Caution is advised when dealing with the generation fund

Louis Lévesque, President of the Public Policy Committee, Association of Quebec Economists (Photo: courtesy of Finance Montréal)

A text by Louis Lévesque, President of the Public Policy Committee of the Association of Quebec Economists

READER MAIL. The National Assembly yesterday held a parliamentary consultation commission on the replacement of the Balanced Budget Act and amendments to the Debt Reduction Act, as well as the establishment of the Generations Fund, and the Association of Quebec Economists was invited to participate.

The Public Policy Committee (CPP) of the association, of which I am chairman, had recommended in its recommendation Statement on the preliminary draft budget 2023-2024 that Quebec returns to its pre-pandemic good habits of balanced budgets and debt reduction as quickly as possible.

The bill goes in the right direction. However, the committee recommends that parliamentarians create the position of parliamentary budget director to improve discussions and improve information about Quebec’s budget situation.

Quebec adopted a unique legal framework, the Balanced Budget Act and the Debt Reduction and Generations Fund Act, which contributed to the significant improvement in the government’s financial position before the pandemic.

The CPP notes with great satisfaction that the legal provisions proposed in Bill 35 to modernize this legal framework are in line with the intentions announced last March by Finance Minister Éric Girard.

The new balanced budget law will give the government more flexibility to respond to crisis situations. This is intended to avoid the need to suspend application, as has happened in the past during difficult economic times.

The CPP also welcomes the proposed setting of a new debt target in the Generations Fund Act, moving forward using net debt, which takes into account the impact of infrastructure investments and is the most appropriate approach for comparisons across Canadian provinces.

However, the CPP regrets the decision to reduce payments to the Generation Fund to finance the personal tax cut announced in the 2023-2024 budget. Bill 35 therefore proposes to limit the list of revenue allocated to the fund.

The CPP considers that this change does not comply with the principle of intergenerational equity in the use of revenue allocated to the Fund. This decision delays the achievement of the debt target by 5 years.

For the CPP, deleveraging is not an endless exercise, but a means of ensuring that the government continues to have the necessary resources to meet the needs of Quebecers.

These principles also led a group of experts with which the CPP partnered to recommend in 2021 that after reaching the debt target, the government will be able to redirect the revenues earmarked for the Generation Fund to state priorities related to intergenerational equity such as reducing the deficit in the maintenance of infrastructure assets and measures related to climate change adaptation.

In fact, issues related to intergenerational justice need to occupy more space in public debates that are completely dominated by immediate questions. For this reason, today we reaffirm our recommendation that Quebec, as the Federal Parliament and the Ontario Parliament have already done, equip itself with a parliamentary budget director tasked with conducting independent analysis and informing parliamentarians and Quebec society about longer-term economic issues and economic developments to inform financial problems.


- _Goal of the exercise_: The copy you return should hold every record below word for word and no images.

[Excerpts from a figure dataset]
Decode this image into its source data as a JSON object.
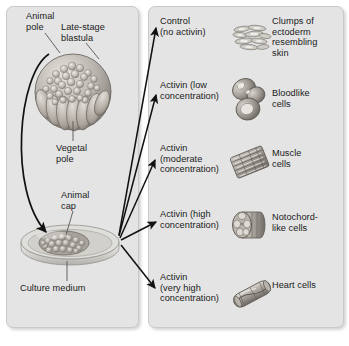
{
  "left_panel": {
    "labels": {
      "animal_pole": "Animal\npole",
      "blastula": "Late-stage\nblastula",
      "vegetal_pole": "Vegetal\npole",
      "animal_cap": "Animal\ncap",
      "culture_medium": "Culture medium"
    },
    "icons": {
      "blastula": "blastula-illustration",
      "dish": "culture-dish-illustration",
      "transfer_arrow": "curved-transfer-arrow"
    }
  },
  "right_panel": {
    "rows": [
      {
        "treatment": "Control\n(no activin)",
        "result": "Clumps of\nectoderm\nresembling\nskin",
        "cell_icon": "ectoderm-clump-illustration"
      },
      {
        "treatment": "Activin (low\nconcentration)",
        "result": "Bloodlike\ncells",
        "cell_icon": "bloodlike-cells-illustration"
      },
      {
        "treatment": "Activin\n(moderate\nconcentration)",
        "result": "Muscle\ncells",
        "cell_icon": "muscle-cells-illustration"
      },
      {
        "treatment": "Activin (high\nconcentration)",
        "result": "Notochord-\nlike cells",
        "cell_icon": "notochord-cells-illustration"
      },
      {
        "treatment": "Activin\n(very high\nconcentration)",
        "result": "Heart cells",
        "cell_icon": "heart-cells-illustration"
      }
    ]
  },
  "colors": {
    "panel_background": "#e4e4e4",
    "page_background": "#ffffff",
    "text": "#1a1a1a",
    "arrow": "#111111",
    "leader_line": "#555555",
    "tissue_light": "#d9d6d1",
    "tissue_mid": "#a9a49d",
    "tissue_dark": "#6e6a64"
  }
}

- _Problem solution_:
Decode this image into its source data as a JSON object.
{
  "left_panel": {
    "labels": {
      "animal_pole": "Animal\npole",
      "blastula": "Late-stage\nblastula",
      "vegetal_pole": "Vegetal\npole",
      "animal_cap": "Animal\ncap",
      "culture_medium": "Culture medium"
    },
    "icons": {
      "blastula": "blastula-illustration",
      "dish": "culture-dish-illustration",
      "transfer_arrow": "curved-transfer-arrow"
    }
  },
  "right_panel": {
    "rows": [
      {
        "treatment": "Control\n(no activin)",
        "result": "Clumps of\nectoderm\nresembling\nskin",
        "cell_icon": "ectoderm-clump-illustration"
      },
      {
        "treatment": "Activin (low\nconcentration)",
        "result": "Bloodlike\ncells",
        "cell_icon": "bloodlike-cells-illustration"
      },
      {
        "treatment": "Activin\n(moderate\nconcentration)",
        "result": "Muscle\ncells",
        "cell_icon": "muscle-cells-illustration"
      },
      {
        "treatment": "Activin (high\nconcentration)",
        "result": "Notochord-\nlike cells",
        "cell_icon": "notochord-cells-illustration"
      },
      {
        "treatment": "Activin\n(very high\nconcentration)",
        "result": "Heart cells",
        "cell_icon": "heart-cells-illustration"
      }
    ]
  },
  "colors": {
    "panel_background": "#e4e4e4",
    "page_background": "#ffffff",
    "text": "#1a1a1a",
    "arrow": "#111111",
    "leader_line": "#555555",
    "tissue_light": "#d9d6d1",
    "tissue_mid": "#a9a49d",
    "tissue_dark": "#6e6a64"
  }
}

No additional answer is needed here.